Thx but that doesn’t make it more consumer ready. If someone looks the first time into gnome and he can’t add his location he might think GNOME is bad because it can’t even handle weather.
It’s easier to create an alias to curl wttr.in/Berlin and access weather data from terminal than using the workaround
I’m not too sure I should celebrate such thing while you can’t even get the weather for your location in GNOME unless you live in the capital
Nonsense. This is huge, as I suspect many people, like myself, switched to KDE because it was the DE that was perfect for gaming in Wayland.
So this is huge for the community! Gaming is now possible in two of the most popular and used DEs.
As for the weather application. Don’t blame GNOME, blame the weather provider (OpenWeather).
It doesn’t use open weather unfortunately. It uses the Norwegian Meteorology Institute and their weather prediction is poor/entirely inaccurate for much of the world. I do wish open weather was an option especially since it’s easy to get your own weather api key.
The weather isn’t openweather’s fault.

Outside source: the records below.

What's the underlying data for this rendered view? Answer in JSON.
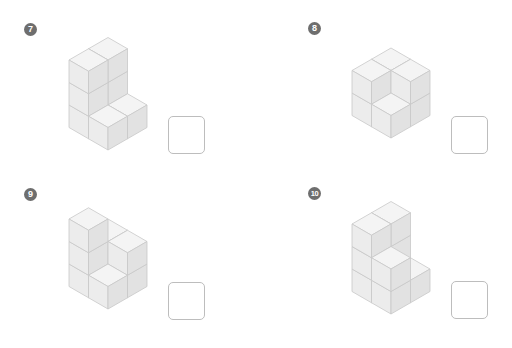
{
  "worksheet": {
    "task": "count-cubes",
    "colors": {
      "badge": "#6e6e6e",
      "cube_top": "#f4f4f4",
      "cube_left": "#ececec",
      "cube_right": "#e2e2e2",
      "edge": "#c8c8c8",
      "answer_border": "#bdbdbd"
    },
    "problems": [
      {
        "number": "7",
        "answer": ""
      },
      {
        "number": "8",
        "answer": ""
      },
      {
        "number": "9",
        "answer": ""
      },
      {
        "number": "10",
        "answer": ""
      }
    ]
  }
}
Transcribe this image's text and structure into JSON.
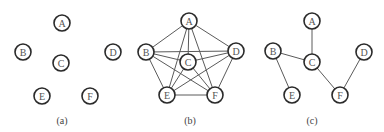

It’s a limitation in libgweather (a gnome project). They have to manually approve locations for them to work.
It’s a dumb workaround but this script lets you add custom locations https://gitlab.com/julianfairfax/scripts/-/blob/main/add-location-to-gnome-weather.sh
Thx but that doesn’t make it more consumer ready. If someone looks the first time into gnome and he can’t add his location he might think GNOME is bad because it can’t even handle weather.
It’s easier to create an alias to
curl wttr.in/Berlin
and access weather data from terminal than using the workaroundThat’s not even true. Also how does this have to do with VR?
But who uses that? I recall using a gnome plugin a few years ago that required an Open weather API key that you could use any location for.
True, kind of silly you have to install an extension because the default gnome weather won’t just let you use open weather.